Subterranean farmers

Ants invented agriculture some 50 million years before the humans

 
Published: Wednesday 31 March 1999

 Whistle while you work: ants< one of the most important chapters in the story of human development began 10,000 years ago, when human beings, through trial and error, discovered agriculture. A steady supply of food brought them security and stability, and soon our primitive forefathers abandoned their nomadic, chaotic life to settle down.

Since then, agriculture has witnessed impressive progress. Cultivated crops not only exchanged hands, but continents too. Coffee, originally a crop from Ethiopia, soon found its way into Europe's living rooms, while Mexico's tobacco cultivation became a worldwide phenomenon. And everyone knows how potato, after originating in Latin America, became one of the most widely travelled crops.

Over the centuries, sociologists have sung various eulogies to agriculture for triggering civilisation as we know it. But reserve the pat on the back for someone else. Humans were not the first to discover the Earth's fertility. Ants, by doing so first, beat humans by some 50 million years.

Scientists know of three insect groups that cultivate and eat fungi. These include ants ( Attini ), macrotermitine termites and some wood-boring beetles. While the beetles are few and are not of comparable importance, the fungus-growing ants and termites are very dominant ecologically.

With a few exceptions, all fungus-growing ants are also leafcutters -- they cut pieces of leaves, bring them to the nest, using them as a substratum to grow the fungi. These ants get their nutrition only from the fungi and not from the leaves themselves.

There are some 200 species of these ants, which practice fungus farming exclusively and do not have any other sources of food. Because of their ecological dominance and their insatiable appetite for leaves, leafcutter ants are also major pests. They maintain 10 or more colonies per hectare with a million ants or more per colony. Together, the leafcutter ants consume more vegetation than any other group of insects or even mammals. Many Latin American countries have passed national laws declaring leafcutter ants as plague insects.

But as in the case of humans, agriculture has affected the evolution of leafcutter ants significantly. Today, the leafcutter ants are among the most advanced and sophisticated social insects. And they have to be, as the process of fungus cultivation is pretty complicated.

In the field, the ants cut the leaves down to a size most suitable for carrying. Once in the nest, these leaf fragments are further shredded into pieces 1-2 millimetre in diameter. Then the ants apply their oral secretions and inoculate the fragments by plucking tufts of fungal mycelia from their garden. The insects usually maintain a pure culture of the fungus they prefer and diligently prevent its contamination from bacteria and other fungi. Though how they achieve this remarkable feat remains poorly understood. Not surprisingly, the ants fertilise their fungus gardens with their own faecal pellets. These ants appear to have asexually propagated certain fungi for millions of years. What kind of fungi do they ants cultivate? Do all ants cultivate the same type of fungi? As in the case of human beings, have there been multiple events of cultivating wild species? Like humans, do the ants exchange fungi cultures among themselves?

Today, with powerful Deoxyribose Nucleic Acid ( dna ) technology available, many of these questions can be easily answered. And recently, Ulrich Mueller, Stephen Rehner and Ted Schultz have attempted to study these ants in detail ( Science , Vol 281, p2034).

First, they collected 553 samples of fungi from the fungus gardens of seven genera of lower Attine ants, as there was a possibility that these lower ants still had the ancient fungi cultures intact. Next, they compared variable regions in the dna of each sample and also sequenced and compared portions of two genes from 25 free-living and 57 ant-cultivated fungi.

Their results suggested that ants cultivated as many as five different types of fungi and not just one, as was thought previously. Even more interesting, their results suggest that ants even exchange fungi among themselves so that different nests of the same species contain different fungi. Whether the ants deliberately borrow fungal cultures from their neighbours or whether these transfers occur accidentally is not known. There is also evidence that new fungi cultures have been added to the ant fungal gardens from time to time. The foremost interest of these studies is clearly the parallels between human and ant agriculture.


- [WORK REQUIRED]:
Copy out the data exactly, leaving the pictures behind.

Extracted data entries:

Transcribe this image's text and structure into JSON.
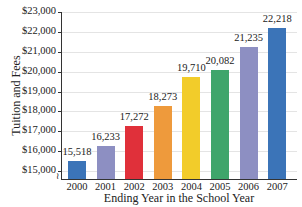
{
  "chart_data": {
    "type": "bar",
    "title": "",
    "xlabel": "Ending Year in the School Year",
    "ylabel": "Tuition and Fees",
    "categories": [
      "2000",
      "2001",
      "2002",
      "2003",
      "2004",
      "2005",
      "2006",
      "2007"
    ],
    "values": [
      15518,
      16233,
      17272,
      18273,
      19710,
      20082,
      21235,
      22218
    ],
    "value_labels": [
      "15,518",
      "16,233",
      "17,272",
      "18,273",
      "19,710",
      "20,082",
      "21,235",
      "22,218"
    ],
    "bar_colors": [
      "#3b74b8",
      "#8d8fc2",
      "#e0303a",
      "#ee9a3c",
      "#f2cc2a",
      "#3fa56b",
      "#8d8fc2",
      "#3b74b8"
    ],
    "yticks": [
      "$15,000",
      "$16,000",
      "$17,000",
      "$18,000",
      "$19,000",
      "$20,000",
      "$21,000",
      "$22,000",
      "$23,000"
    ],
    "ylim": [
      15000,
      23000
    ],
    "axis_break": true,
    "grid": true,
    "legend": null
  }
}
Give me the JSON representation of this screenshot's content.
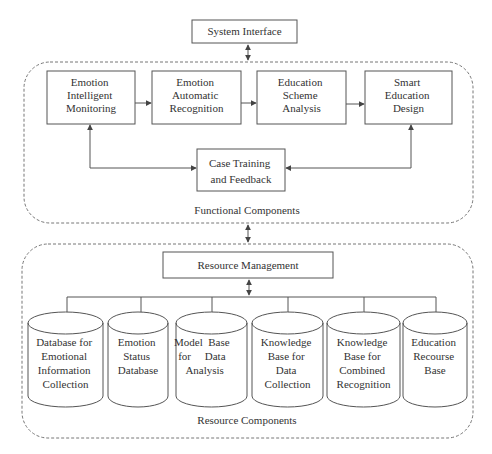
{
  "top": {
    "system_interface": "System Interface"
  },
  "functional": {
    "title": "Functional Components",
    "modules": [
      {
        "lines": [
          "Emotion",
          "Intelligent",
          "Monitoring"
        ]
      },
      {
        "lines": [
          "Emotion",
          "Automatic",
          "Recognition"
        ]
      },
      {
        "lines": [
          "Education",
          "Scheme",
          "Analysis"
        ]
      },
      {
        "lines": [
          "Smart",
          "Education",
          "Design"
        ]
      }
    ],
    "feedback": {
      "lines": [
        "Case Training",
        "and Feedback"
      ]
    }
  },
  "resource": {
    "title": "Resource Components",
    "management": "Resource Management",
    "databases": [
      {
        "lines": [
          "Database for",
          "Emotional",
          "Information",
          "Collection"
        ]
      },
      {
        "lines": [
          "Emotion",
          "Status",
          "Database"
        ]
      },
      {
        "lines": [
          "Model  Base",
          "for     Data",
          "Analysis"
        ]
      },
      {
        "lines": [
          "Knowledge",
          "Base for",
          "Data",
          "Collection"
        ]
      },
      {
        "lines": [
          "Knowledge",
          "Base for",
          "Combined",
          "Recognition"
        ]
      },
      {
        "lines": [
          "Education",
          "Recourse",
          "Base"
        ]
      }
    ]
  },
  "colors": {
    "stroke": "#555555",
    "text": "#333333",
    "dashed": "#777777"
  }
}
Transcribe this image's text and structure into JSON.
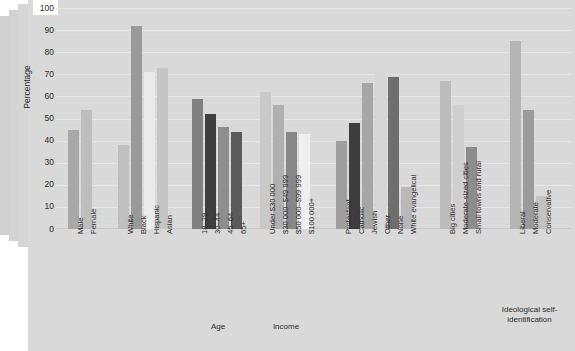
{
  "chart_data": {
    "type": "bar",
    "title": "",
    "xlabel": "",
    "ylabel": "Percentage",
    "ylim": [
      0,
      100
    ],
    "ytick_step": 10,
    "grid": true,
    "legend": "none",
    "yticks": [
      "100",
      "90",
      "80",
      "70",
      "60",
      "50",
      "40",
      "30",
      "20",
      "10",
      "0"
    ],
    "groups": [
      {
        "name": "Gender",
        "label": "",
        "categories": [
          "Male",
          "Female"
        ],
        "values": [
          45,
          54
        ],
        "colors": [
          "#a8a8a8",
          "#bdbdbd"
        ]
      },
      {
        "name": "Race",
        "label": "",
        "categories": [
          "White",
          "Black",
          "Hispanic",
          "Asian"
        ],
        "values": [
          38,
          92,
          71,
          73
        ],
        "colors": [
          "#bfbfbf",
          "#9a9a9a",
          "#eaeaea",
          "#c4c4c4"
        ]
      },
      {
        "name": "Age",
        "label": "Age",
        "categories": [
          "18–29",
          "30–44",
          "45–64",
          "65+"
        ],
        "values": [
          59,
          52,
          46,
          44
        ],
        "colors": [
          "#808080",
          "#3f3f3f",
          "#8e8e8e",
          "#5a5a5a"
        ]
      },
      {
        "name": "Income",
        "label": "Income",
        "categories": [
          "Under $30 000",
          "$30 000–$49 999",
          "$50 000–$99 999",
          "$100 000+"
        ],
        "values": [
          62,
          56,
          44,
          43
        ],
        "colors": [
          "#c9c9c9",
          "#b0b0b0",
          "#878787",
          "#efefef"
        ]
      },
      {
        "name": "Religion",
        "label": "",
        "categories": [
          "Protestant",
          "Catholic",
          "Jewish",
          "Other",
          "None",
          "White evangelical"
        ],
        "values": [
          40,
          48,
          66,
          71,
          69,
          19
        ],
        "colors": [
          "#9e9e9e",
          "#3d3d3d",
          "#a6a6a6",
          "#d6d6d6",
          "#6e6e6e",
          "#b8b8b8"
        ]
      },
      {
        "name": "Community type",
        "label": "",
        "categories": [
          "Big cities",
          "Moderate-sized cities",
          "Small towns and rural"
        ],
        "values": [
          67,
          56,
          37,
          0
        ],
        "colors": [
          "#bcbcbc",
          "#cfcfcf",
          "#8d8d8d"
        ]
      },
      {
        "name": "Ideology",
        "label": "Ideological self-\nidentification",
        "categories": [
          "Liberal",
          "Moderate",
          "Conservative"
        ],
        "values": [
          85,
          54,
          15
        ],
        "colors": [
          "#b5b5b5",
          "#9b9b9b",
          "#c2c2c2"
        ]
      }
    ]
  },
  "colors": {
    "panel": "#d9d9d9",
    "grid": "#e6e6e6",
    "text": "#2b2b2b",
    "background": "#ffffff"
  }
}
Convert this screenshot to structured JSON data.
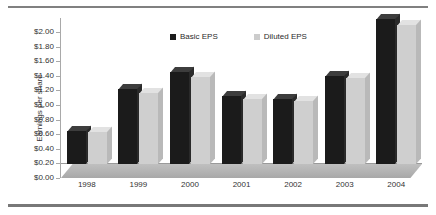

- [RESULT OF THE EXERCISE]:
Transcribe this image's text and structure into JSON.
{
  "chart_data": {
    "type": "bar",
    "title": "",
    "xlabel": "Ending Year in the School Year",
    "ylabel": "Tuition and Fees",
    "categories": [
      "2000",
      "2001",
      "2002",
      "2003",
      "2004",
      "2005",
      "2006",
      "2007"
    ],
    "values": [
      15518,
      16233,
      17272,
      18273,
      19710,
      20082,
      21235,
      22218
    ],
    "value_labels": [
      "15,518",
      "16,233",
      "17,272",
      "18,273",
      "19,710",
      "20,082",
      "21,235",
      "22,218"
    ],
    "bar_colors": [
      "#3b74b8",
      "#8d8fc2",
      "#e0303a",
      "#ee9a3c",
      "#f2cc2a",
      "#3fa56b",
      "#8d8fc2",
      "#3b74b8"
    ],
    "yticks": [
      "$15,000",
      "$16,000",
      "$17,000",
      "$18,000",
      "$19,000",
      "$20,000",
      "$21,000",
      "$22,000",
      "$23,000"
    ],
    "ylim": [
      15000,
      23000
    ],
    "axis_break": true,
    "grid": true,
    "legend": null
  }
}
Give me the JSON representation of this screenshot's content.
{
  "top": {
    "system_interface": "System Interface"
  },
  "functional": {
    "title": "Functional Components",
    "modules": [
      {
        "lines": [
          "Emotion",
          "Intelligent",
          "Monitoring"
        ]
      },
      {
        "lines": [
          "Emotion",
          "Automatic",
          "Recognition"
        ]
      },
      {
        "lines": [
          "Education",
          "Scheme",
          "Analysis"
        ]
      },
      {
        "lines": [
          "Smart",
          "Education",
          "Design"
        ]
      }
    ],
    "feedback": {
      "lines": [
        "Case Training",
        "and Feedback"
      ]
    }
  },
  "resource": {
    "title": "Resource Components",
    "management": "Resource Management",
    "databases": [
      {
        "lines": [
          "Database for",
          "Emotional",
          "Information",
          "Collection"
        ]
      },
      {
        "lines": [
          "Emotion",
          "Status",
          "Database"
        ]
      },
      {
        "lines": [
          "Model  Base",
          "for     Data",
          "Analysis"
        ]
      },
      {
        "lines": [
          "Knowledge",
          "Base for",
          "Data",
          "Collection"
        ]
      },
      {
        "lines": [
          "Knowledge",
          "Base for",
          "Combined",
          "Recognition"
        ]
      },
      {
        "lines": [
          "Education",
          "Recourse",
          "Base"
        ]
      }
    ]
  },
  "colors": {
    "stroke": "#555555",
    "text": "#333333",
    "dashed": "#777777"
  }
}
Transcribe this image's text and structure into JSON.
{
  "chart_data": {
    "type": "bar",
    "title": "",
    "xlabel": "",
    "ylabel": "Percentage",
    "ylim": [
      0,
      100
    ],
    "ytick_step": 10,
    "grid": true,
    "legend": "none",
    "yticks": [
      "100",
      "90",
      "80",
      "70",
      "60",
      "50",
      "40",
      "30",
      "20",
      "10",
      "0"
    ],
    "groups": [
      {
        "name": "Gender",
        "label": "",
        "categories": [
          "Male",
          "Female"
        ],
        "values": [
          45,
          54
        ],
        "colors": [
          "#a8a8a8",
          "#bdbdbd"
        ]
      },
      {
        "name": "Race",
        "label": "",
        "categories": [
          "White",
          "Black",
          "Hispanic",
          "Asian"
        ],
        "values": [
          38,
          92,
          71,
          73
        ],
        "colors": [
          "#bfbfbf",
          "#9a9a9a",
          "#eaeaea",
          "#c4c4c4"
        ]
      },
      {
        "name": "Age",
        "label": "Age",
        "categories": [
          "18–29",
          "30–44",
          "45–64",
          "65+"
        ],
        "values": [
          59,
          52,
          46,
          44
        ],
        "colors": [
          "#808080",
          "#3f3f3f",
          "#8e8e8e",
          "#5a5a5a"
        ]
      },
      {
        "name": "Income",
        "label": "Income",
        "categories": [
          "Under $30 000",
          "$30 000–$49 999",
          "$50 000–$99 999",
          "$100 000+"
        ],
        "values": [
          62,
          56,
          44,
          43
        ],
        "colors": [
          "#c9c9c9",
          "#b0b0b0",
          "#878787",
          "#efefef"
        ]
      },
      {
        "name": "Religion",
        "label": "",
        "categories": [
          "Protestant",
          "Catholic",
          "Jewish",
          "Other",
          "None",
          "White evangelical"
        ],
        "values": [
          40,
          48,
          66,
          71,
          69,
          19
        ],
        "colors": [
          "#9e9e9e",
          "#3d3d3d",
          "#a6a6a6",
          "#d6d6d6",
          "#6e6e6e",
          "#b8b8b8"
        ]
      },
      {
        "name": "Community type",
        "label": "",
        "categories": [
          "Big cities",
          "Moderate-sized cities",
          "Small towns and rural"
        ],
        "values": [
          67,
          56,
          37,
          0
        ],
        "colors": [
          "#bcbcbc",
          "#cfcfcf",
          "#8d8d8d"
        ]
      },
      {
        "name": "Ideology",
        "label": "Ideological self-\nidentification",
        "categories": [
          "Liberal",
          "Moderate",
          "Conservative"
        ],
        "values": [
          85,
          54,
          15
        ],
        "colors": [
          "#b5b5b5",
          "#9b9b9b",
          "#c2c2c2"
        ]
      }
    ]
  },
  "colors": {
    "panel": "#d9d9d9",
    "grid": "#e6e6e6",
    "text": "#2b2b2b",
    "background": "#ffffff"
  }
}
Convert this screenshot to structured JSON data.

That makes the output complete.